DSE Artist Feature: Katherine Needleman, oboe

JenniferLim&KatherineNeedleman_AnneHornemann-2338How are you spending your time during this period of cancelled concerts and at-home isolation?

 

I did absolutely nothing for the first five days after things shut down. I played a dress rehearsal for Mahler Symphony No. 3 (which is for me one of the greatest pieces of music ever written, and I haven’t played for a long time) the evening of March 11. My medical professional husband said he couldn’t believe we were still rehearsing, as they were and still are preparing for the worst. The Mahler 3 concert the next day was cancelled a few hours before we were scheduled to leave. Then I sat around my house in a bizarre, inexplicable, depressed funk and didn’t touch the oboe for five days. One of the reasons I was depressed was I knew I would have to cancel a concert on my new series in Baltimore, “Coffee, Patisserie, and Classical Music,” which I’ve been working very hard to get established, that included seven premieres by young composers. I felt terrible about that. Then it occurred to me that I could play the oboe over the internet for people and I started to become productive.
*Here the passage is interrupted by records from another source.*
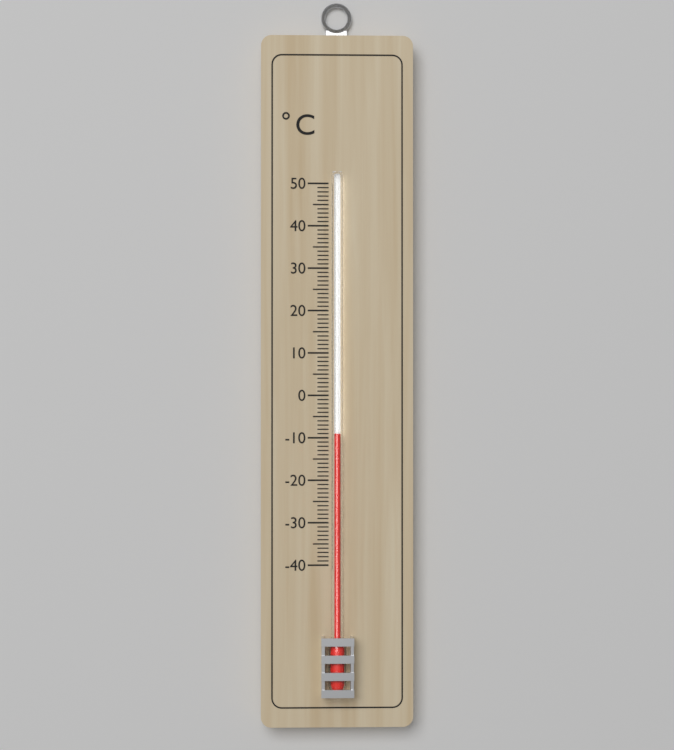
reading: -9 °C
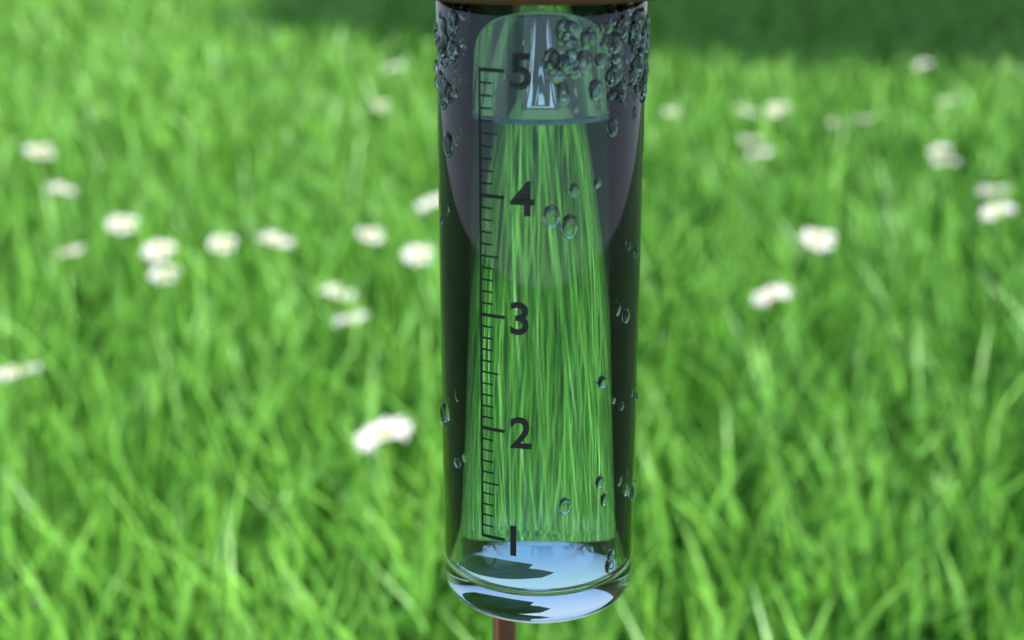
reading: 4.6 (no unit)
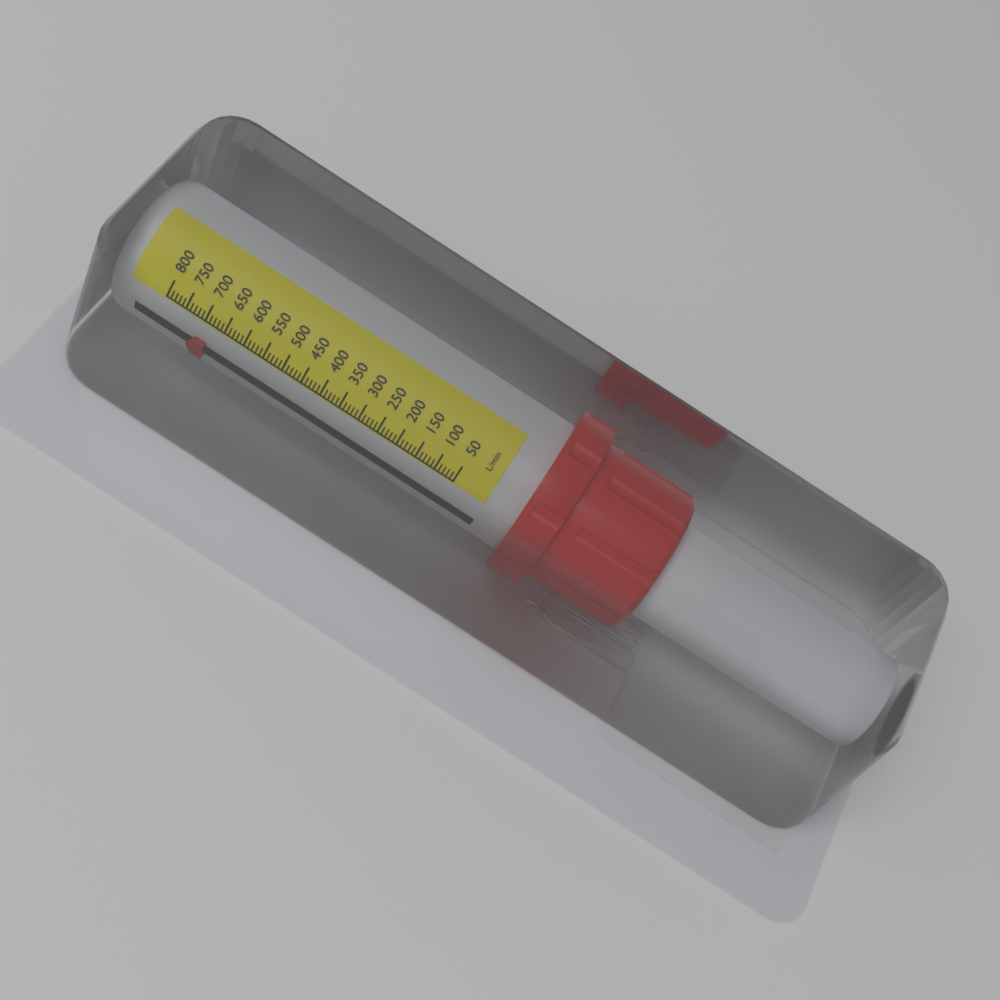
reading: 680 L/min
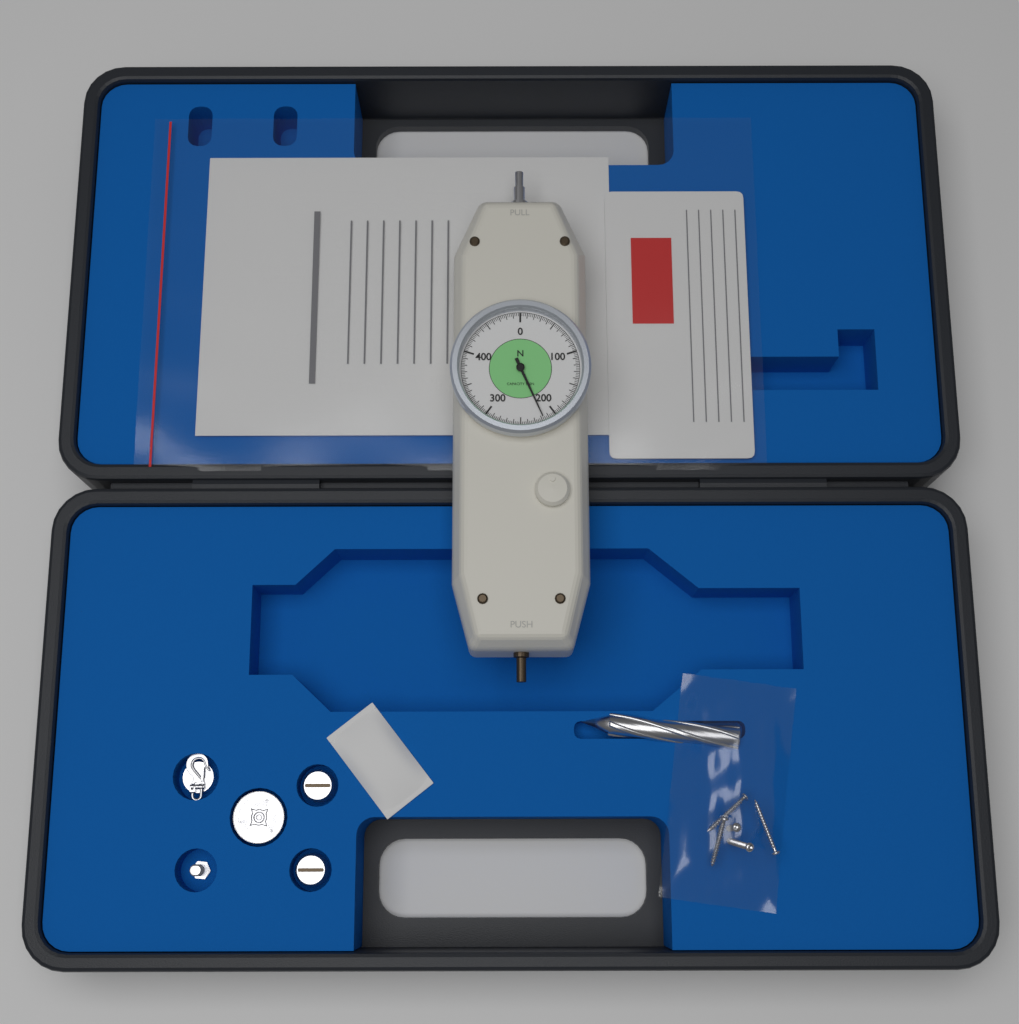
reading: 217.5 N
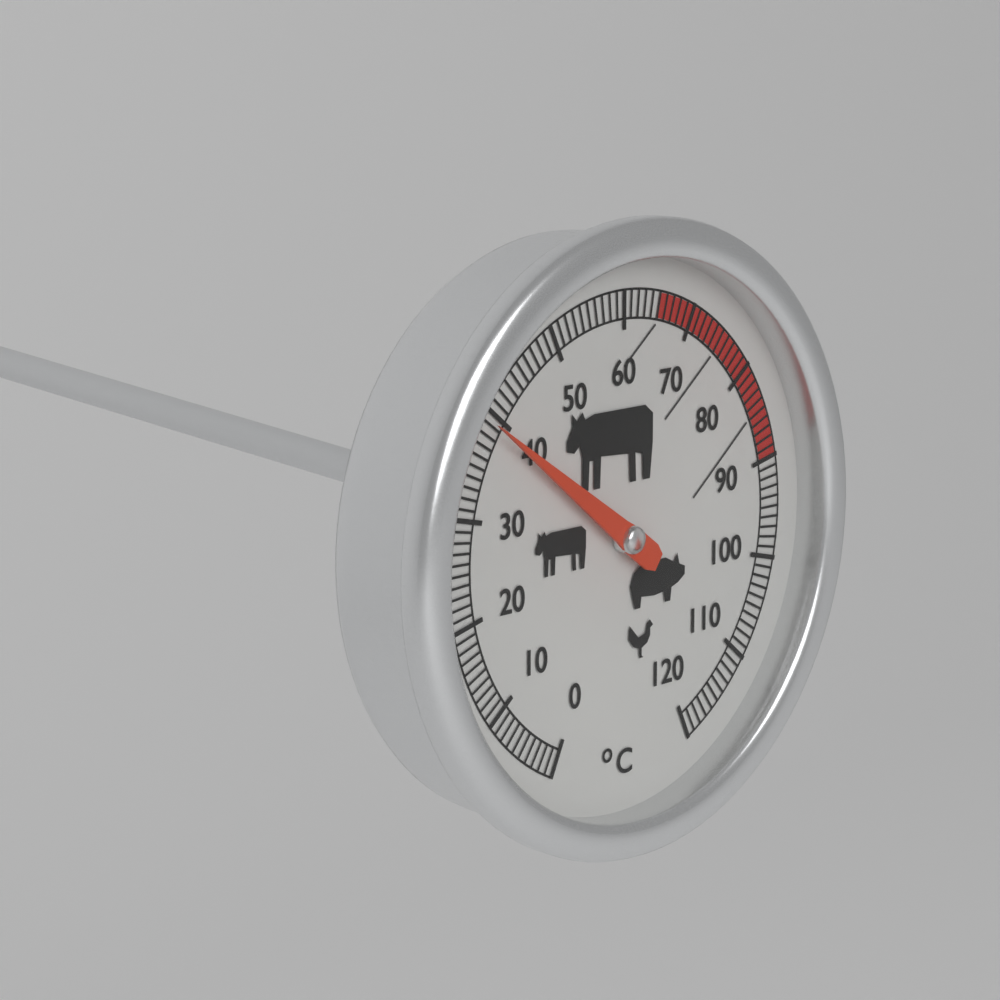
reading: 39 °C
Now, besides being a new homeschool teacher for my three children and continuing to force them to practice their instruments, I am playing a “Lockdown Oboe Solo Concert” series of eleven concerts from my living room. The first two were marred by terrible audio, but I’ve learned and acquired some technology and things are getting better each show. I am taking advantage of time at home I would never normally have. I am learning new music very quickly (both premieres and music I’ve never played before, some composed recently and some a long time ago. It isn’t an ideal way to play concerts, but it is exciting to cover a bunch of repertoire I’d never normally have the opportunity to “perform” and haven’t studied because traditionally there isn’t a big market for recitals for oboe all by itself. It really does feel like performance even though I’m the only one in my living room. The first three were extra stressful because of handling the technology, but I felt better during the fourth. Normally, musicians just walk onstage and worry about the music, but there is so much else that goes into a performance as well!
[Tune in to Katherine’s weekly solo recitals on Facebook Livestream, Fridays at 7:30pm EDT, here]
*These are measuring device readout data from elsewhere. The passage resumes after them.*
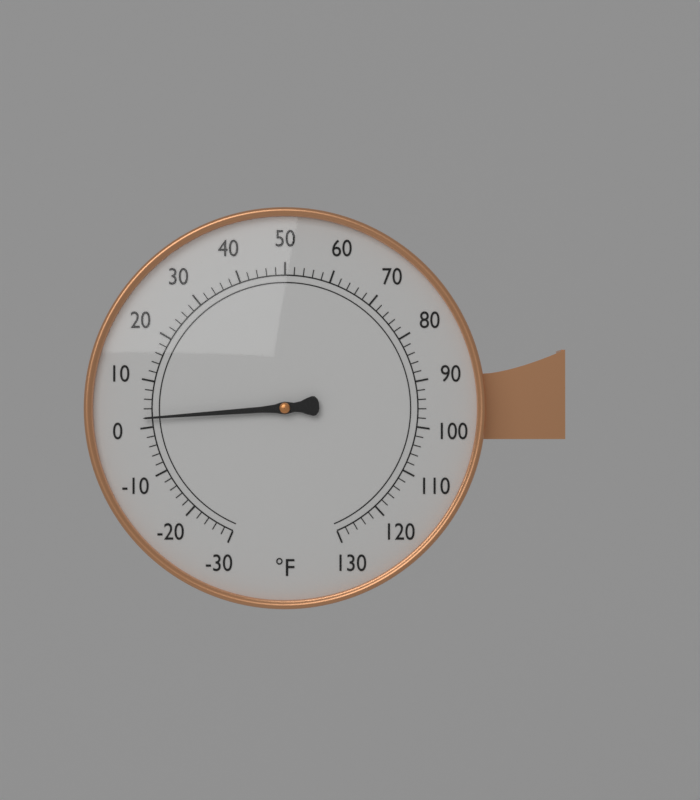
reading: 2 °F
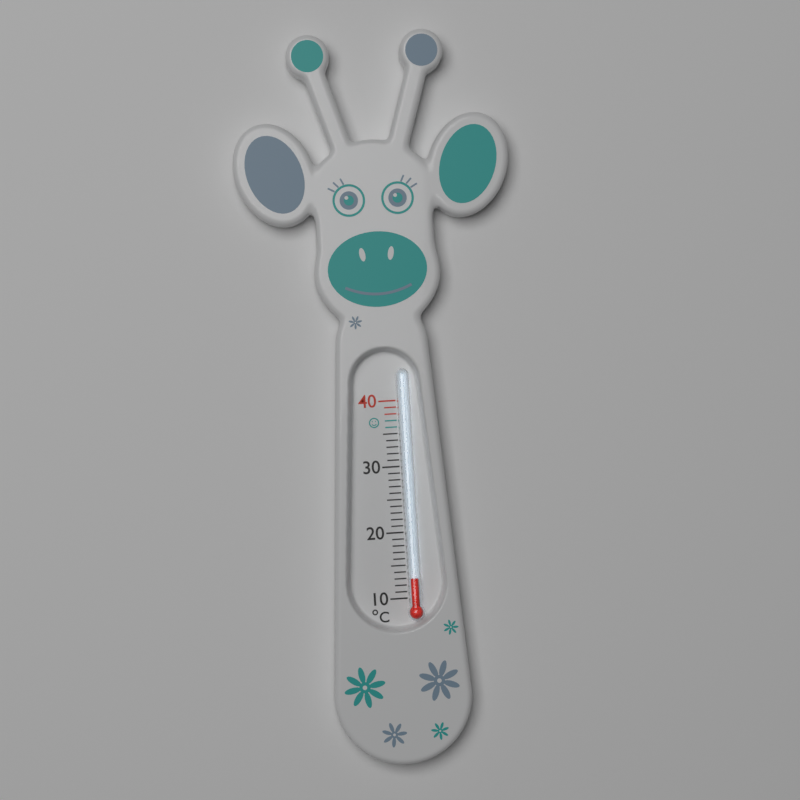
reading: 13 °C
2. Please introduce your DSE wind quintet performance of Ravel’s Le Tombeau de Couperin, arranged by Mason Jones [watch our performance here]
I love Ravel’s Le Tombeau de Couperin. Though this may be *the* most practiced piece by oboists everywhere, I first learned this piece on the piano when I was a kid before I was much of an oboist. Ravel orchestrated four of the six piano movements, and they are for me a technicolor version of the piano version (at least the way I played it). Honestly, I think oboists spend way too much time practicing the first twelve bars or whatever of this piece, which in the orchestra aren’t that hard, especially at the expense of other things. But since this piece is on every orchestral audition, it’s the way our musical world has become. I have no desire to practice this one alone, but it is such an amazing piece to play in an orchestra, and maybe even more fun in a quintet because you get to play more parts and connective roles, and really play a part in the overall sweep of the piece. I think this Mason Jones arrangement we did in December is fabulous and I always love playing it. One of the new pieces I was depressed about losing the premiere of I mentioned earlier is for oboe alone (it’s the only one of seven without piano,) and based upon orchestral excerpts by the young composer, Benjamin Stevenson. The first movement involves Ravel’s Le Tombeau de Couperin. Initially, I didn’t love this idea because I think the practice of orchestral excerpts is way overdone, can get pretty boring very quickly, and has ground a lot of oboe playing into a not very artistic place. But this piece is something I can really get behind. It’s a new way of looking at the practice of orchestral excerpts for me; it’s wild and fun and crazy. It’s very timely that you’re giving me the opportunity to introduce one of my favorite woodwind quintets at the the same time I’m preparing to premiere this solo oboe piece in a few days, when they are both based upon the same wonderful piece by Maurice Ravel.
3. Any other thoughts?
I don’t love the ideas of “essential” and “non-essential” work and workers. My husband’s work, where he intubates people and breathes for them, is clearly more “essential” than mine. I spend most of my time playing in an orchestra. Orchestral concerts, large groups of people meeting for “non-essential” purposes, were some of the first things to close down and will be some of the last things to open up. But for so many people stuck at home, the internet has become a cultural lifeline. I think this time will be measured in history not only by the way we dealt medically, financially, and logistically with the pandemic, but also by how the “non-essential” people spent their time at home in this strange new world.